Also missing from the SRV catalogs is the studio version of "Superstition". Judging by the video, a studio version does exist. It just has not been given an official release yet on CD.


By Miko Iko on Thursday, September 20, 2001 - 9:20 am:

Benn, the same thing happened to Blonde on Blonde way back when it was originally released on CD. The song that got lopped was "Sad Eyed Lady of the Lowlands". If I remember correctly the disc was released three times at around 70 min., then 72, then 74. Dunno what's happened since then.

I agree with the principal of leaving off a song in lieu of editing another one for space, but would prefer neither.


By Benn on Thursday, September 20, 2001 - 11:07 am:

Gordon Lightfoot's Gord's Gold omits one song entirely. But I don't know the song, and if I ever get curious enough, I'm sure I can find it on its original album.

Last night, I played The Grateful Dead's In the Dark CD. I used to have it on tape.

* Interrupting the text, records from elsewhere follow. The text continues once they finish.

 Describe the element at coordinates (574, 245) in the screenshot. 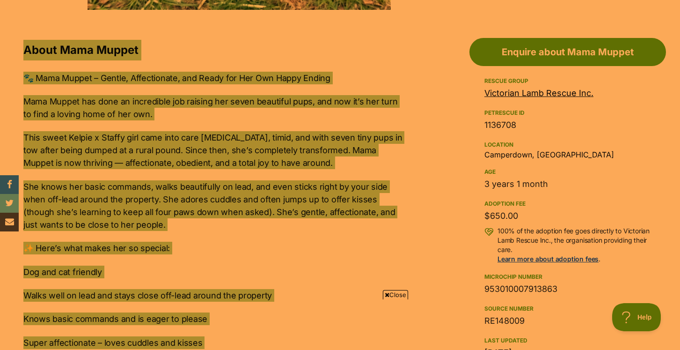

I see `p: 100% of the adoption fee goes directly to Victorian Lamb Rescue Inc., the organisation providing ...` at that location.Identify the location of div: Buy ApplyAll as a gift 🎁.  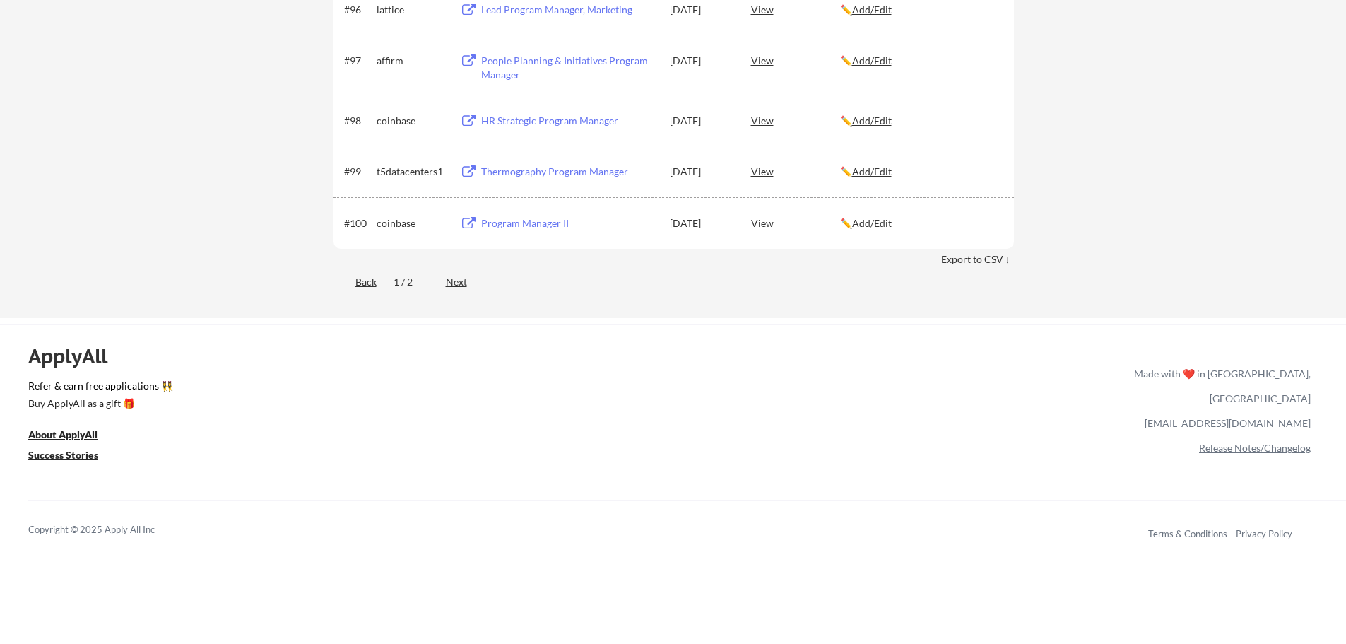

Last night was the first time I really looked at the disc. On the tape was a song called "My Brother Esau". It's not on the CD. I don't think time's a factor in its omission either. There is a Japanese import that has the song on it, though.

By the way, Miko, glad to see you're back.


By kerriem. on Thursday, September 20, 2001 - 12:22 pm:

I own a copy of Gord's Gold too...although I only ever listen to side 2, and nothing's missing there, anyway. I'll check side one next time I get it out.


By Benn on Thursday, September 20, 2001 - 5:43 pm:

I believe the tape is complete. It's the CD that's missing a song. Let me go look at my copy of the disc, and I'll tell you what's missing. See now, it says here, on the back of the CD's jewel box, "The track 'Affair On 8th Avenue' which appears on the double album and cassette has been omitted so as to facilitate a single, specially-priced compact disc." Nice of them to let me know what they cut out.


By Derf on Thursday, September 27, 2001 - 2:41 pm:

NIT: the song Devil With a Blue Dress On

... the song insists that the Devil will wear a blue dress ... why? Is there some satanical quality to the color blue? ... OR, is blue a pacifying color, and therefore needful for the Devil to wear? ... (in order to subdue the veiwers of the blue dress) ... (I dunno ...)


By Benn on Thursday, September 27, 2001 - 3:23 pm:

Is the Devil a transvestite?

Actually, I don't think the song literally means the Devil. I think Mitch Ryder is calling an ex-girlfriend "The Devil". In which case, Satan is a trans-sexual.


By Derf on Thursday, September 27, 2001 - 4:22 pm:

No ... if you are going to retain the literal meaning of "Devil" ... then what YOU are refering to is "The Devil's Angel" ... and as such, the title of the song would be "Devil's Angel With the Blue Dress On" ... (totally different subject)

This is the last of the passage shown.